This October marks Breast Cancer Awareness Month, but a mainstay event on the San Quentin prison yard to commemorate it will not take place due to COVID-19.
October 24-25th would have marked the 12th Annual San Quentin CARES: Walk for a Cure. The two-day breast cancer walk brings volunteers inside San Quentin, where they walk alongside the incarcerated to raise money for breast cancer awareness. Last year hundreds of San Quentin residents contributed $5 each to participate, while other prisoners produced art to raise more than $8,000 for a local woman’s center.
The SQ CARES organizing team was in the midst of planning this summer’s art show when COVID-19 shut down San Quentin to outside advisers, according to volunteer organizer Samantha Feld. The team was collecting art made by prisoners to sell in Oakland to contribute to the SQ CARES fundraiser.
That event, too, was canceled by the pandemic. The original idea for a
walk and fundraiser inside San Quentin occurred in 2009 after a prisoner watched the Avon Walk Against Breast Cancer on television. Stephen Pascasio, a founding member of the SQ CARES committee, helped oversee
the growth of the event over the years.
“The members of the committee were really thinking creatively about how to make a bigger impact in the broader community and how to spread the word about the work that’s happening inside San Quentin,” Feld explained
of the work over the past few years.
These past few months have been difficult as the inside and outside organizers of SQ CARES have not been in touch, said Feld. The event
had become an “opportunity to connect with folks I’ve seen over the years, share stories about loved ones and connect with new folks,” she said. “There’s so much passion, energy and excitement around the committee’s work and I’m sad we won’t be able to channel it through the walk or the art show.”
Many members of the organizing committee have left prison since the inaugural walk, with two members leaving in the past few months. This spring, both Carlos Meza and Alvin Timbol were found suitable for parole and both returned home.
“The committee is just overjoyed these men are back in the community,” Feld said. “We’ve talked that in the future, maybe they can join the
walk for a weekend coming in from the outside.”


__Assignment__. The answer is the data below, repeated exactly, with no pictures included.

++++ Raw data

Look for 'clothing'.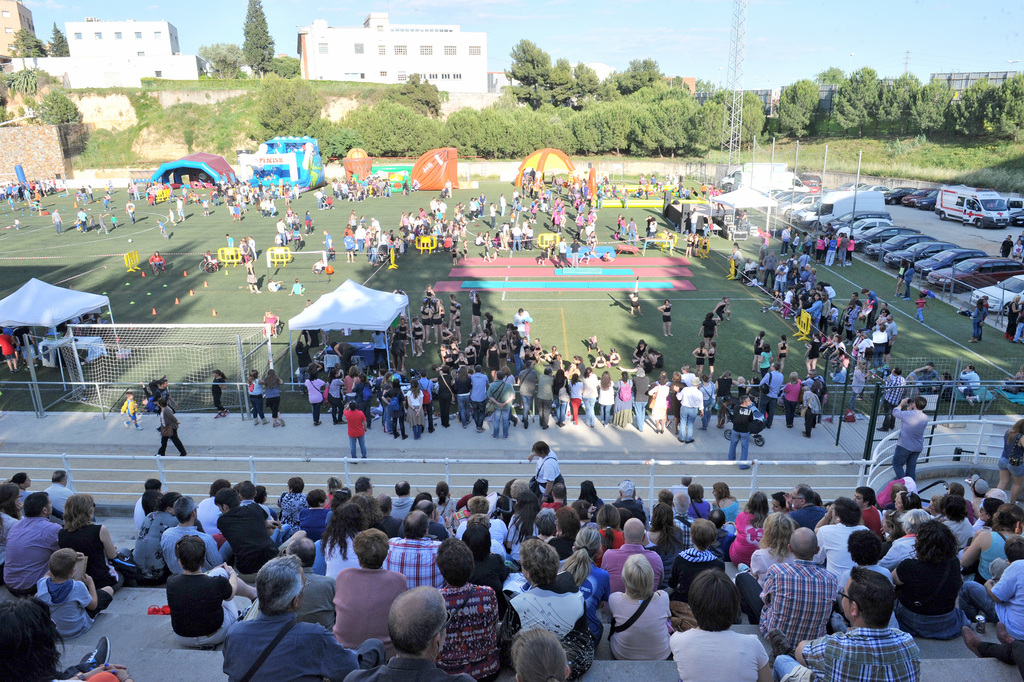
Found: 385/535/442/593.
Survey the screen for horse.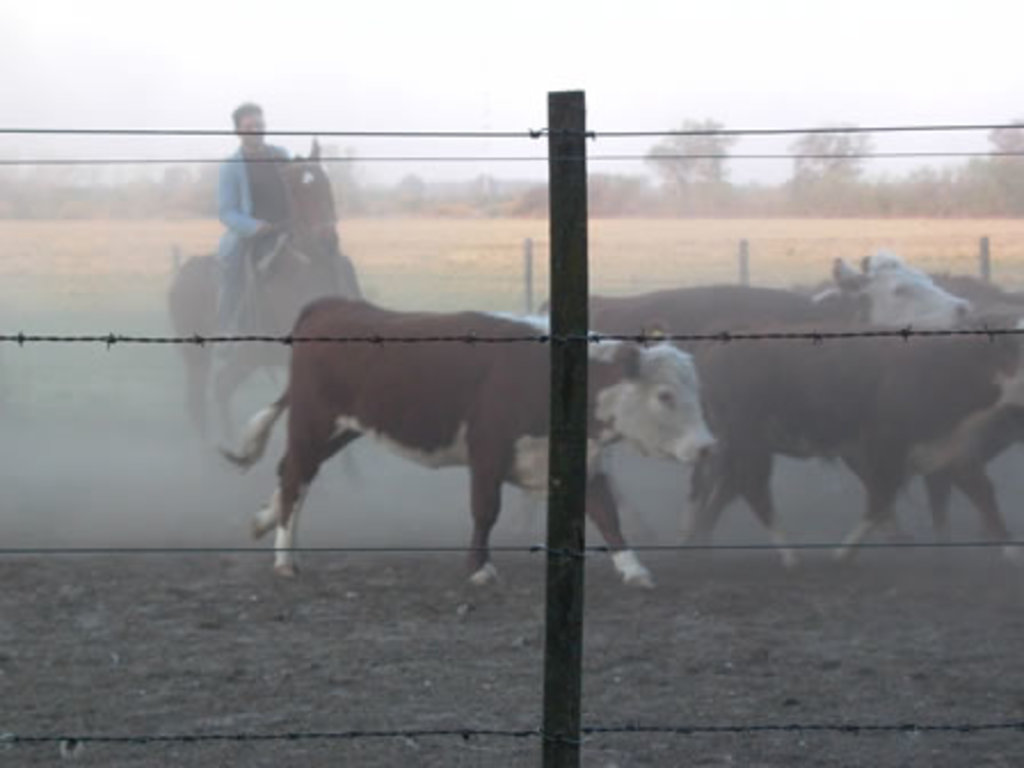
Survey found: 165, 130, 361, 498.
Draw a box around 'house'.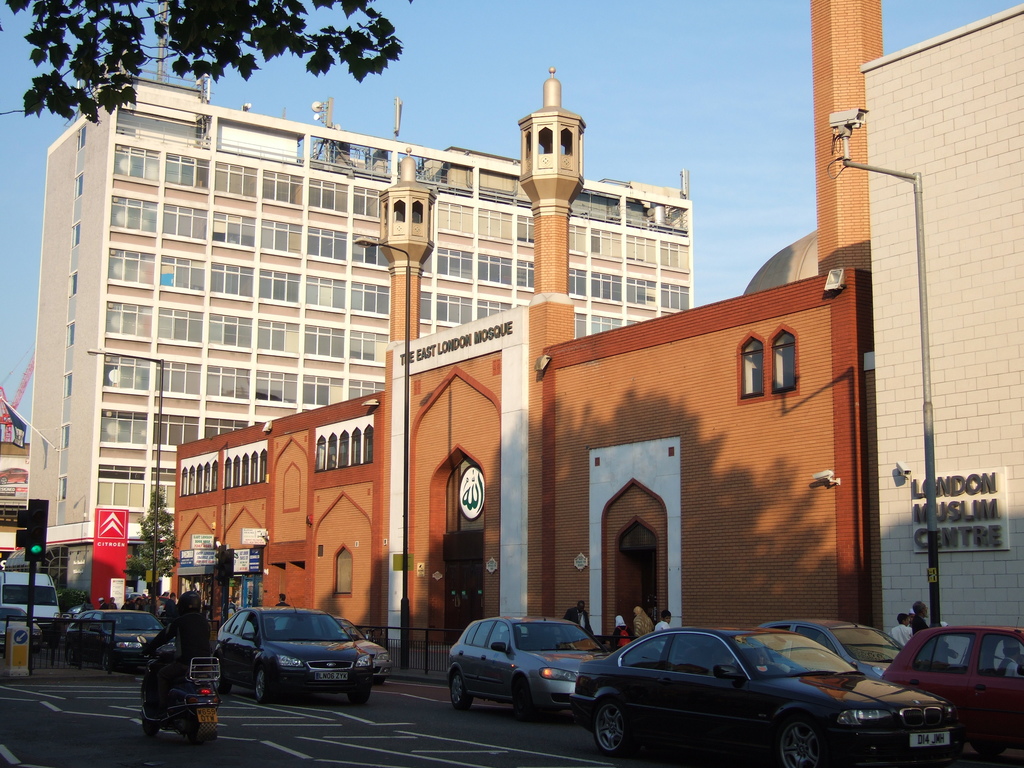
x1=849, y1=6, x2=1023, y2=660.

++++++++

__Task solution__.
Look for 'clothing'.
Found: 385/535/442/593.
Survey the screen for horse.
Survey found: 165, 130, 361, 498.
Draw a box around 'house'.
x1=849, y1=6, x2=1023, y2=660.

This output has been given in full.